ABOUT THIS EXERCISE
Starting from the line in which "The image size is (812, 507)." appears, set down each line exactly through the end of the listing, and nothing else. Leave out pictures.

[EXCERPTED RECORDS Boundary: Start]

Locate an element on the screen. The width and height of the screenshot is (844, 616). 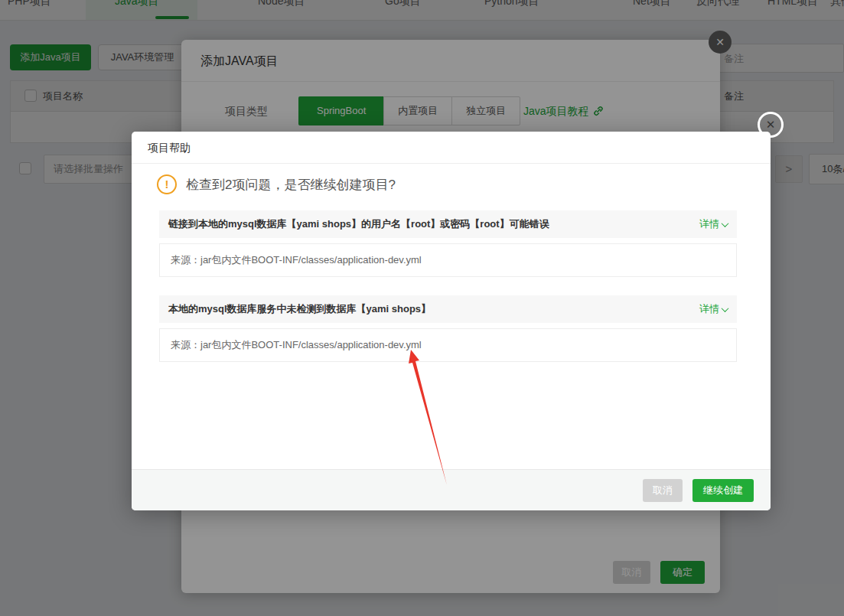
warning-question-text: 检查到2项问题，是否继续创建项目? is located at coordinates (291, 185).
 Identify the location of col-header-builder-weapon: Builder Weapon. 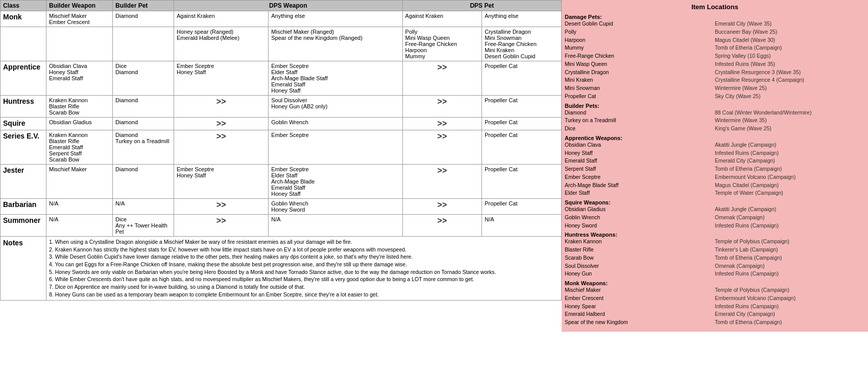
(80, 6).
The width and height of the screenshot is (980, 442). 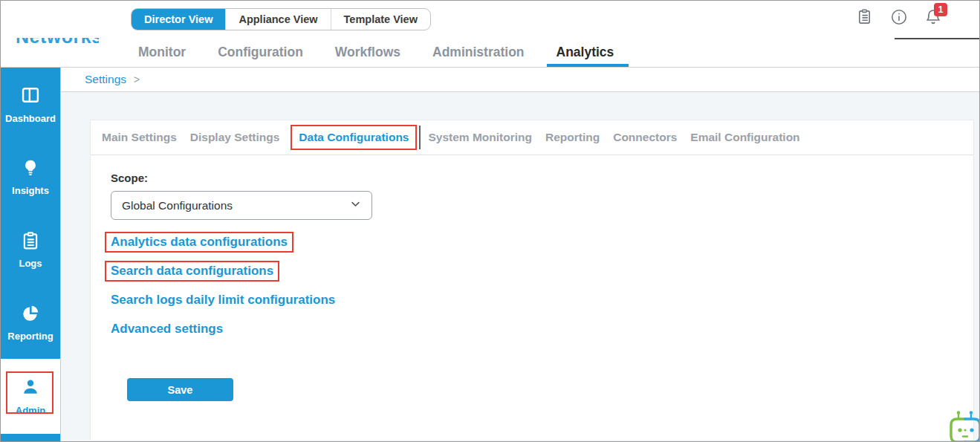 What do you see at coordinates (106, 79) in the screenshot?
I see `breadcrumb-settings-link: Settings` at bounding box center [106, 79].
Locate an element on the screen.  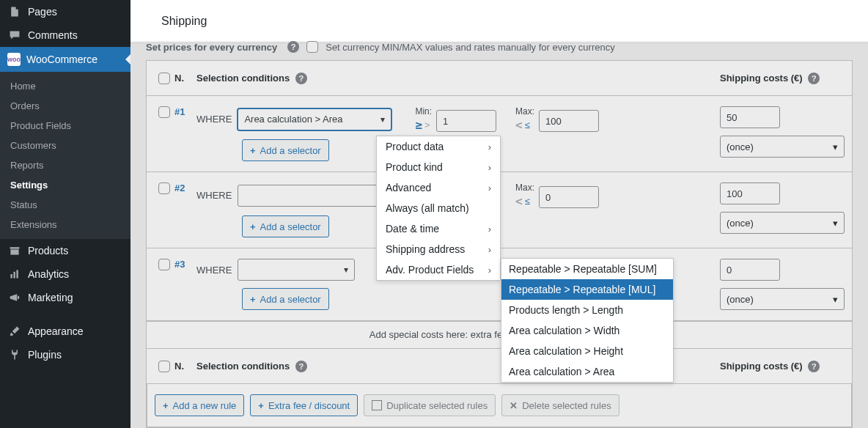
col-costs: Shipping costs (€) is located at coordinates (761, 78).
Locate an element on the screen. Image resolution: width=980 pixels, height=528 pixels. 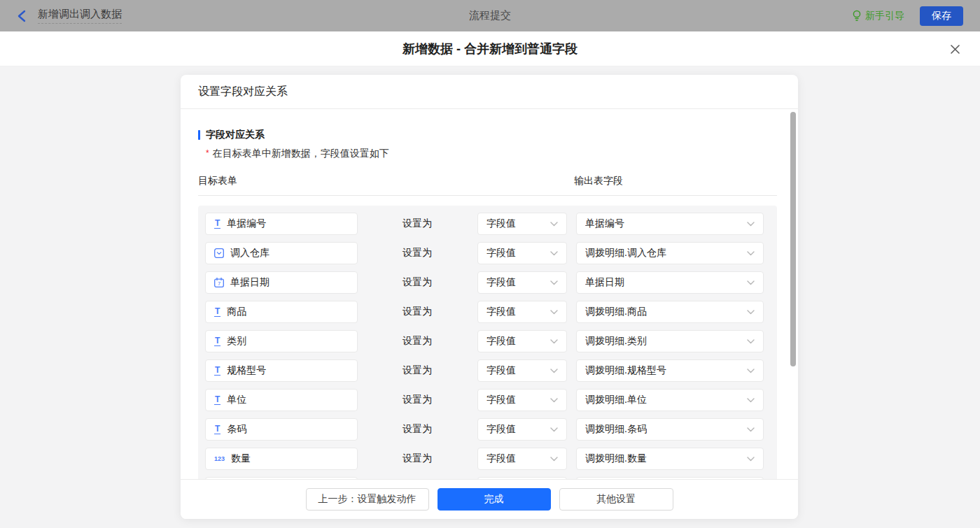
target-field-box: T单据编号 is located at coordinates (281, 224).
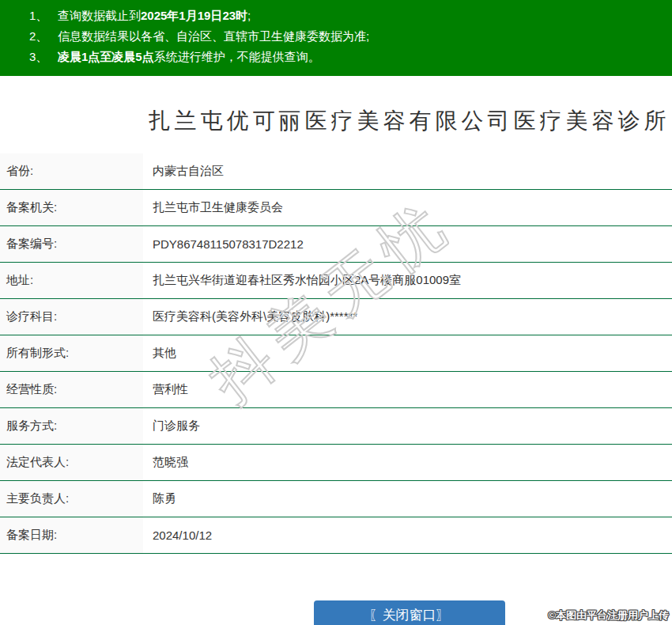 Image resolution: width=672 pixels, height=625 pixels. I want to click on table-row: 备案日期:2024/10/12, so click(336, 536).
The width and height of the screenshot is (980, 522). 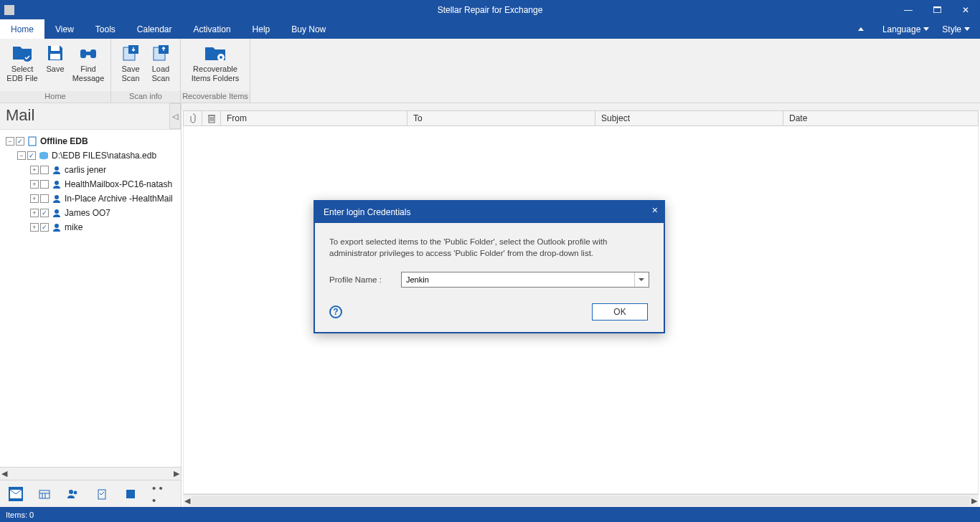 What do you see at coordinates (212, 29) in the screenshot?
I see `tab-activation: Activation` at bounding box center [212, 29].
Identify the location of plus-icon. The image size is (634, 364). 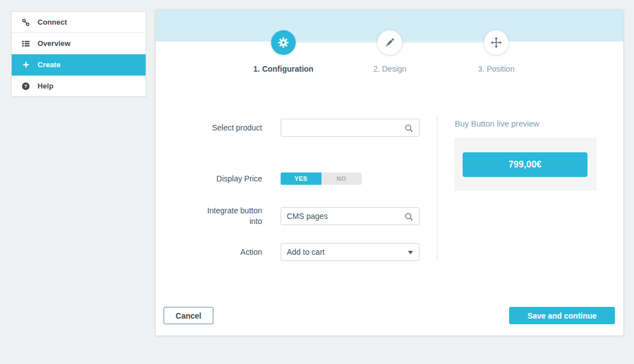
(26, 65).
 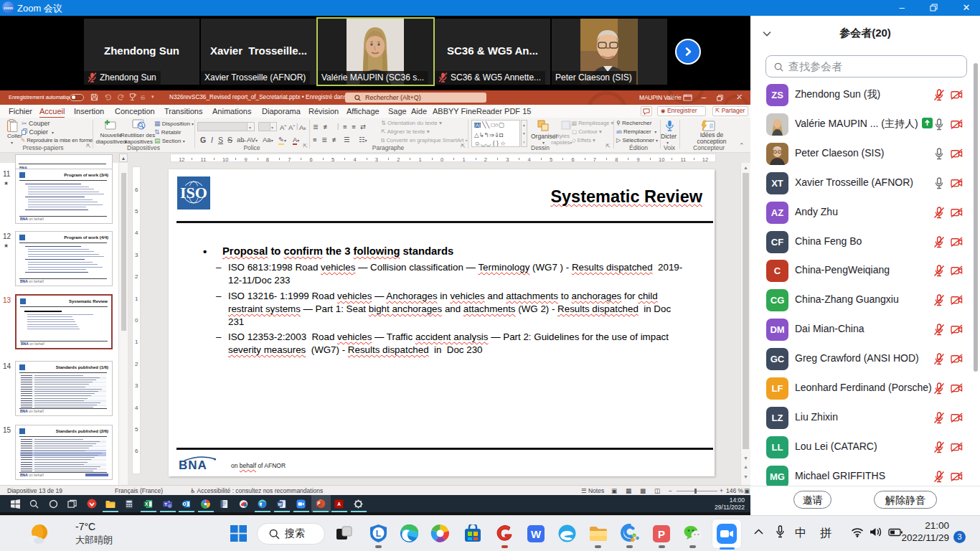 I want to click on svg-text: A, so click(x=339, y=504).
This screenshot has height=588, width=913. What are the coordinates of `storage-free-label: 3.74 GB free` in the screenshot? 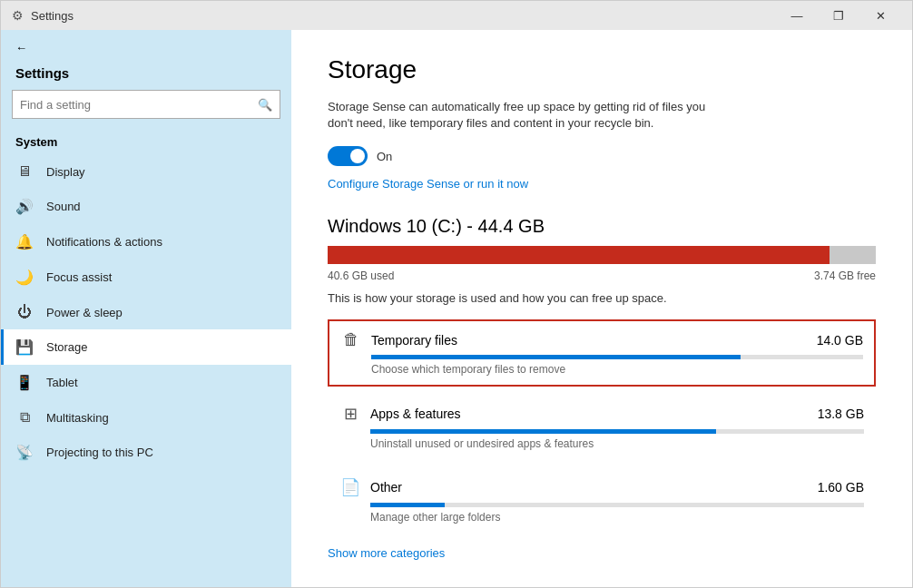 It's located at (845, 276).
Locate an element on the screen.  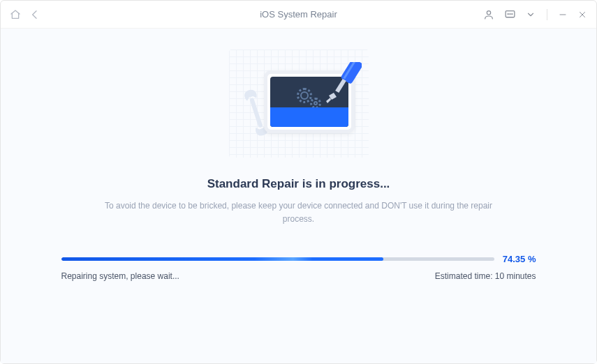
progress-row: 74.35 % is located at coordinates (299, 259).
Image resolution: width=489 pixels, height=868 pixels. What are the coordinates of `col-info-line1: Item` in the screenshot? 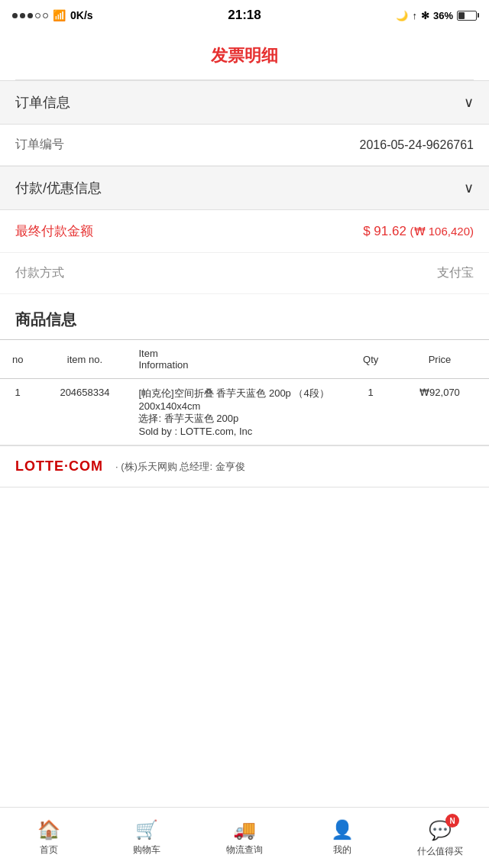 It's located at (148, 353).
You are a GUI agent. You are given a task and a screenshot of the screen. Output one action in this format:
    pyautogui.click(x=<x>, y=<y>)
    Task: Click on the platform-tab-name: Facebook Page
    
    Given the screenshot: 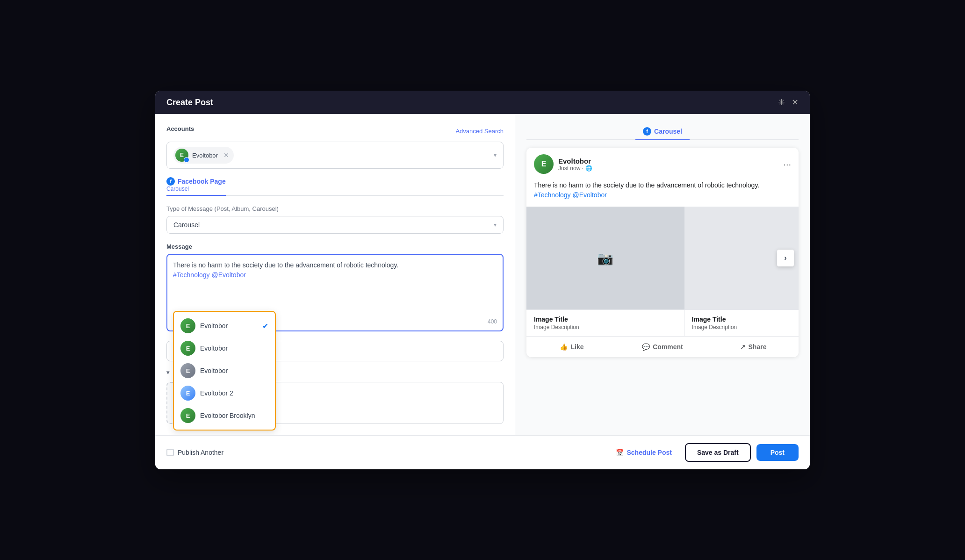 What is the action you would take?
    pyautogui.click(x=202, y=181)
    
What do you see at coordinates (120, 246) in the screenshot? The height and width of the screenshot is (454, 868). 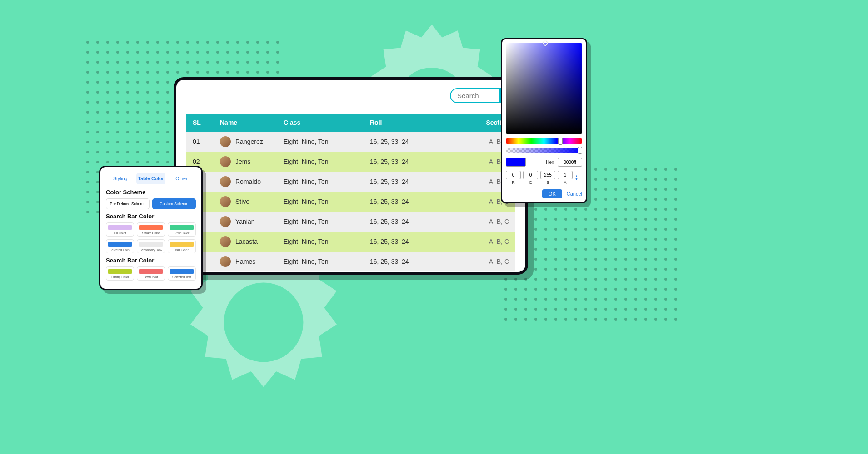 I see `color-swatch: Selected Color` at bounding box center [120, 246].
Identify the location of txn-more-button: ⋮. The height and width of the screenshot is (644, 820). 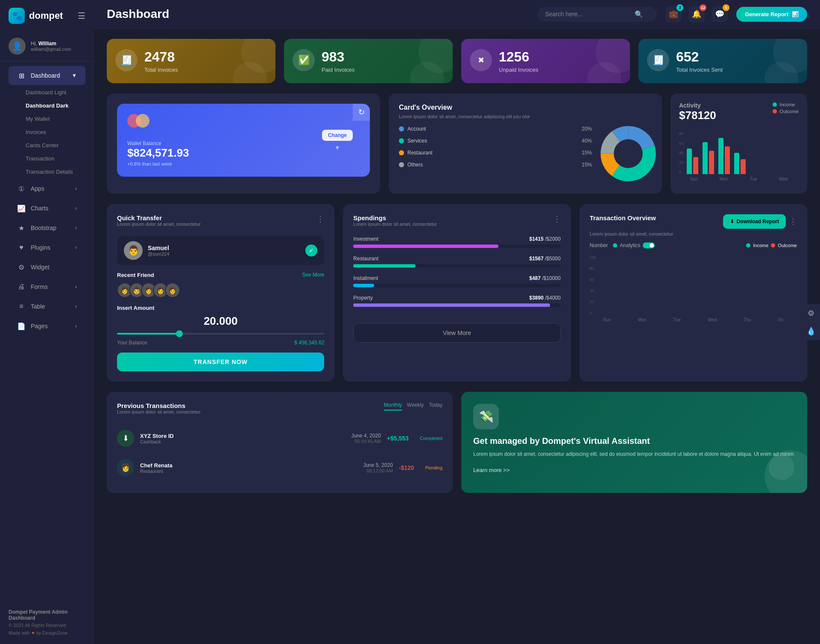
(793, 221).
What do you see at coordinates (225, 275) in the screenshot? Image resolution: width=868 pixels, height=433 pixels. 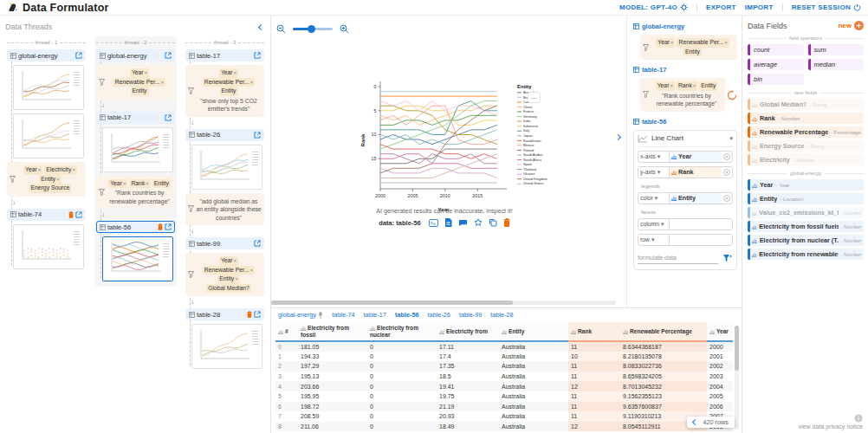 I see `concept-card: Year×Renewable Per...×Entity×Global Medi…` at bounding box center [225, 275].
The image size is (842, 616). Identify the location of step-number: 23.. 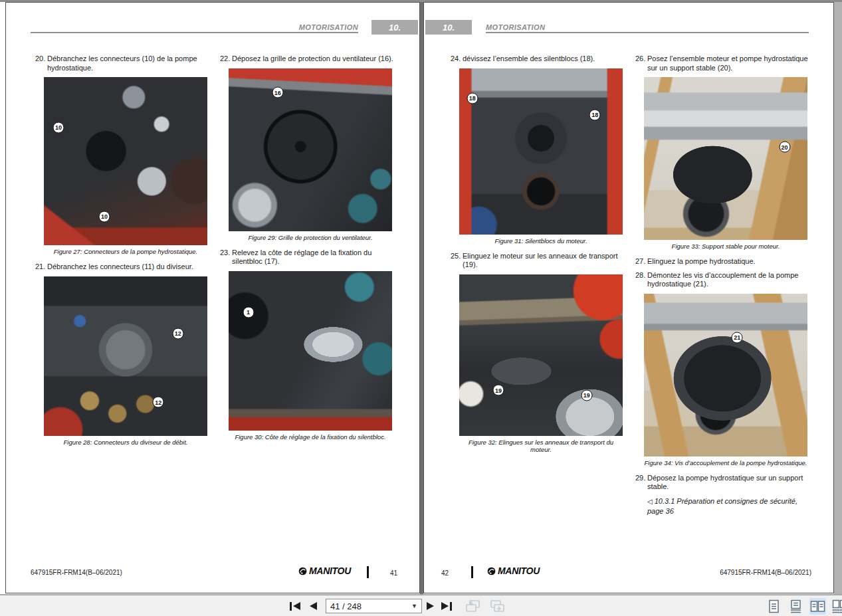
(226, 258).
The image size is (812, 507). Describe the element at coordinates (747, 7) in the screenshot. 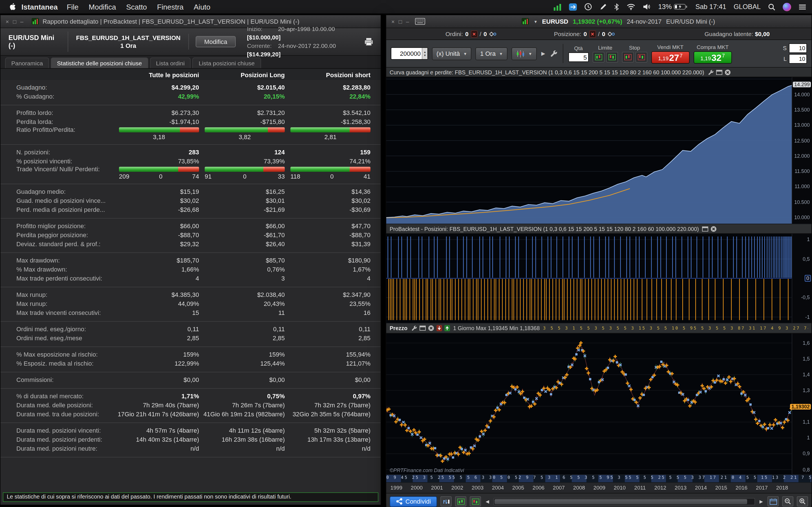

I see `input-source-indicator: GLOBAL` at that location.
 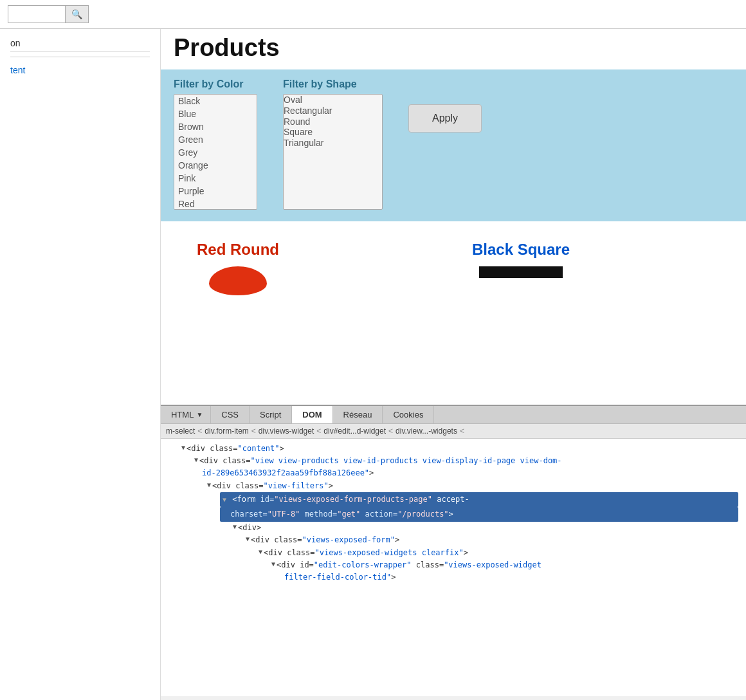 What do you see at coordinates (453, 264) in the screenshot?
I see `product-list: Red Round Black Square` at bounding box center [453, 264].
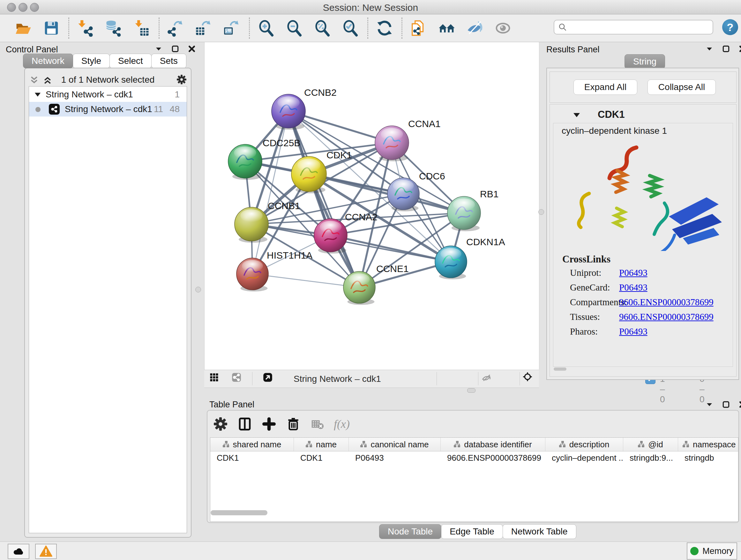 The width and height of the screenshot is (741, 560). I want to click on maximize-panel-icon, so click(175, 49).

[EXCERPTED RECORDS Boundary: End]

PROBLEM SOLUTION
The image size is (812, 507). Describe the element at coordinates (747, 7) in the screenshot. 

I see `input-source-indicator: GLOBAL` at that location.
  What do you see at coordinates (453, 264) in the screenshot?
I see `product-list: Red Round Black Square` at bounding box center [453, 264].
 The width and height of the screenshot is (741, 560). I want to click on maximize-panel-icon, so click(175, 49).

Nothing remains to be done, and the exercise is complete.